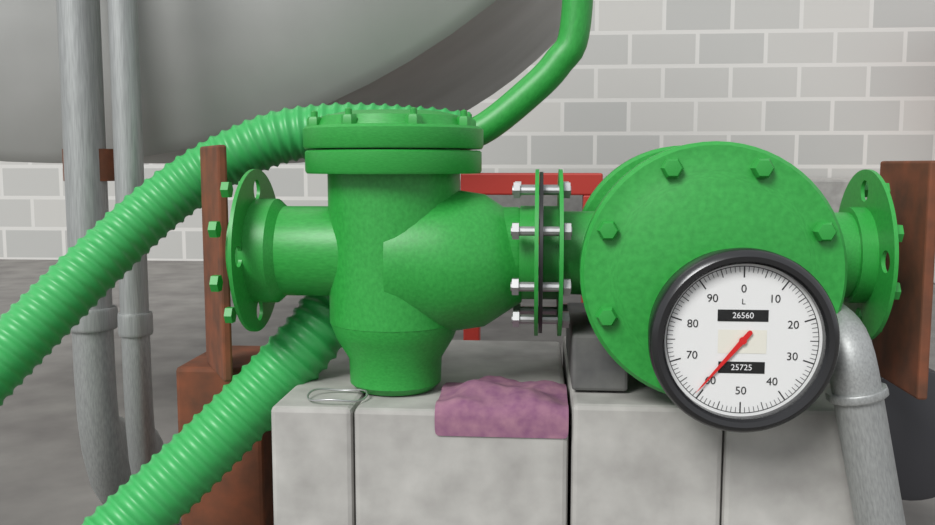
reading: 61 L
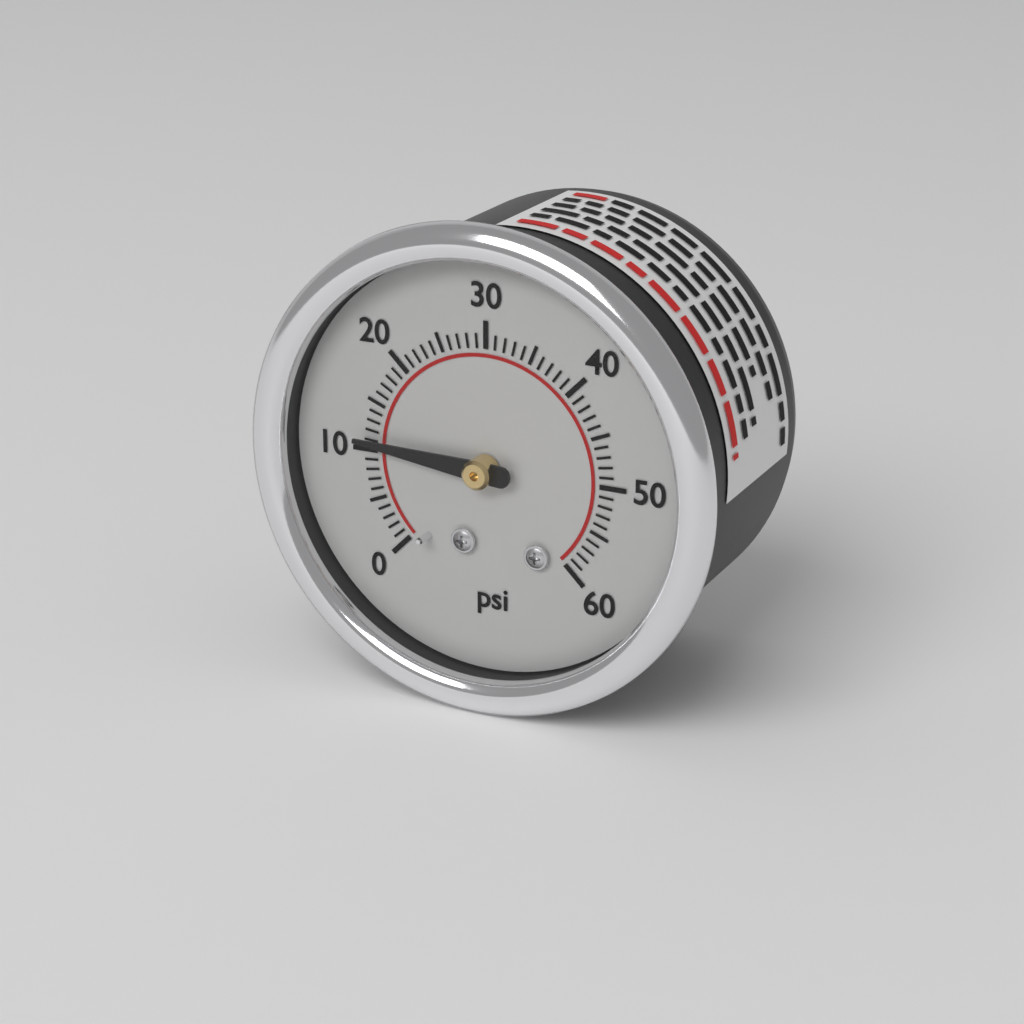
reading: 11 psi
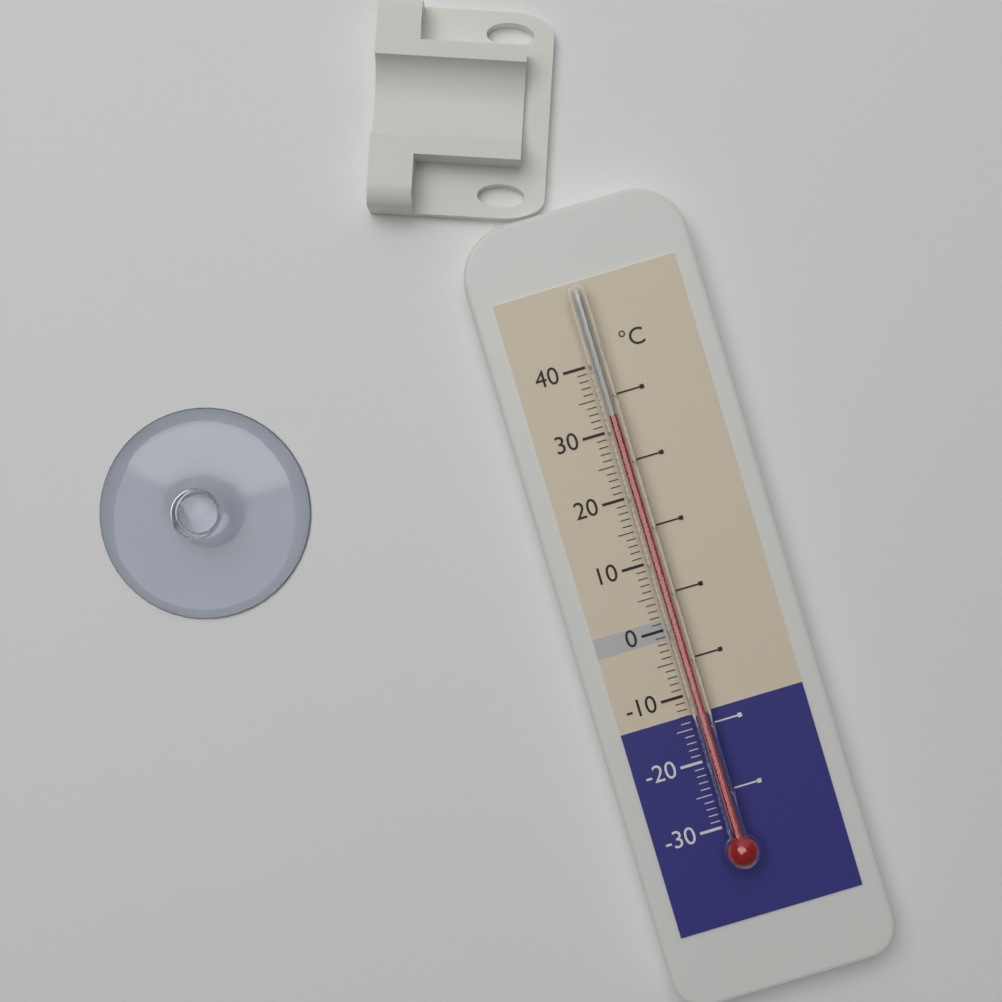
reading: 32 °C
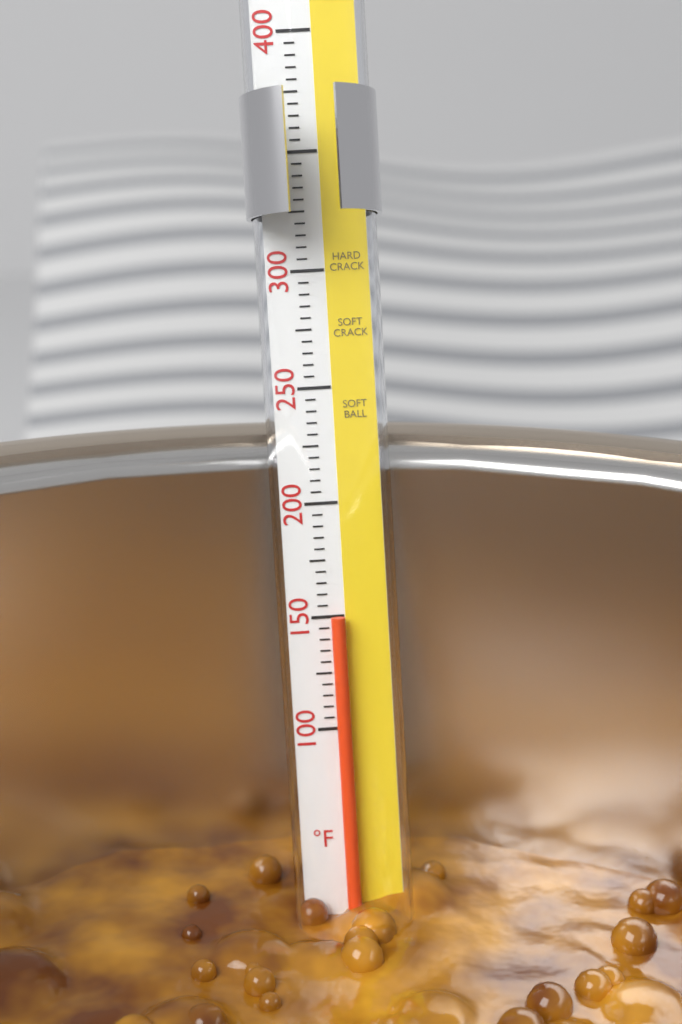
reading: 150 °F
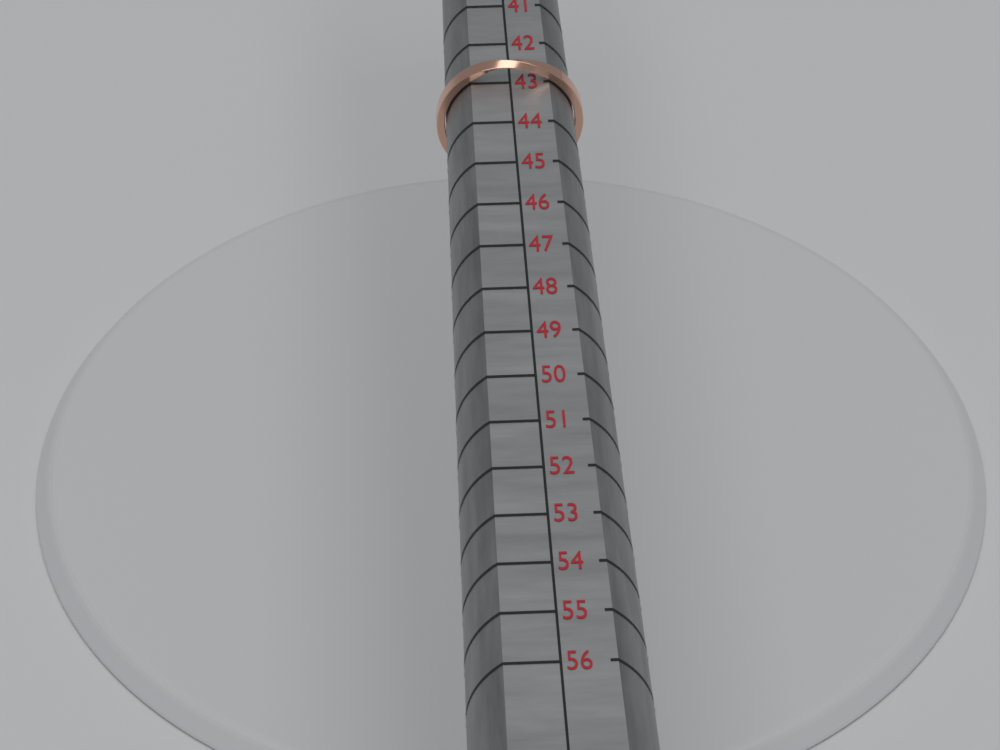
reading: 43 (no unit)
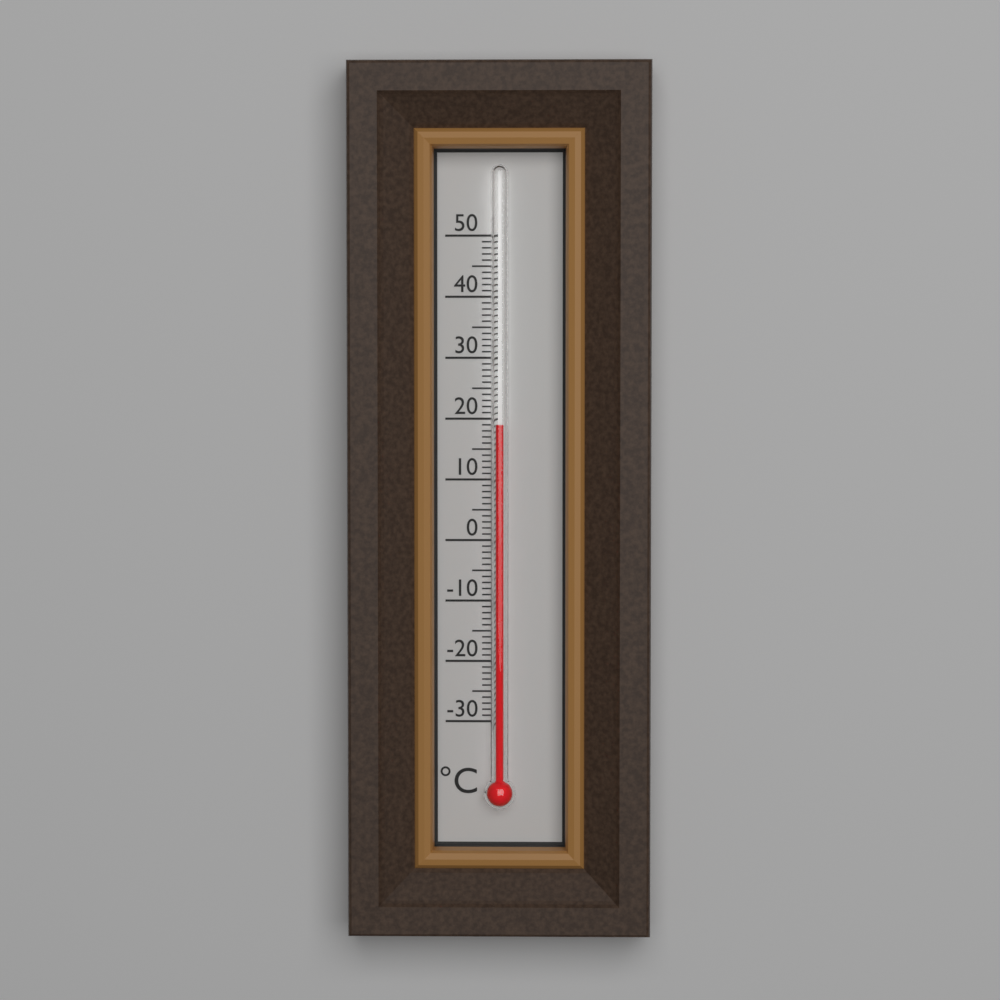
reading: 19 °C
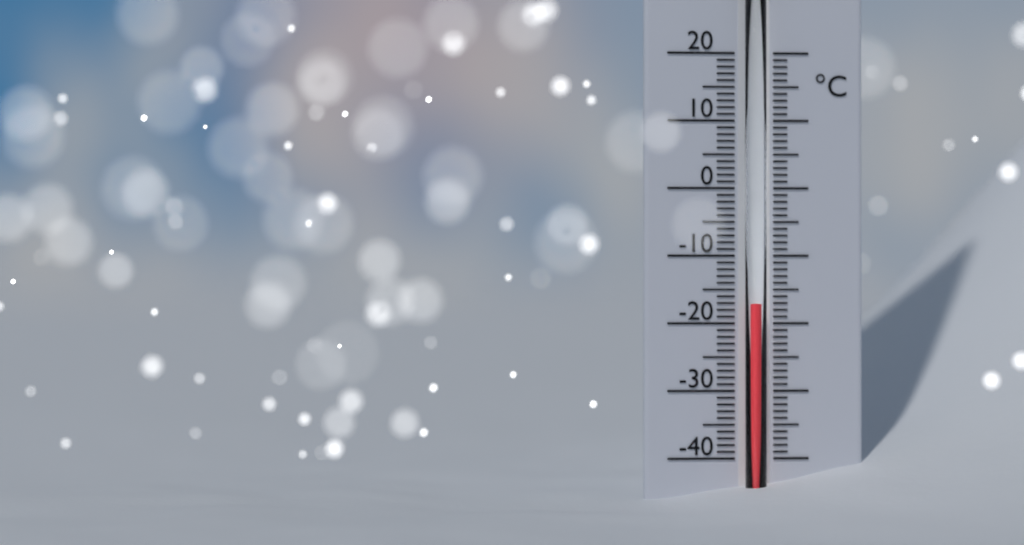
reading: -17 °C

**Assigned task**
Output the data exactly as it appears. The pictures do not belong in it.

**Worked solution**
reading: 61 L
reading: 11 psi
reading: 32 °C
reading: 150 °F
reading: 43 (no unit)
reading: 19 °C
reading: -17 °C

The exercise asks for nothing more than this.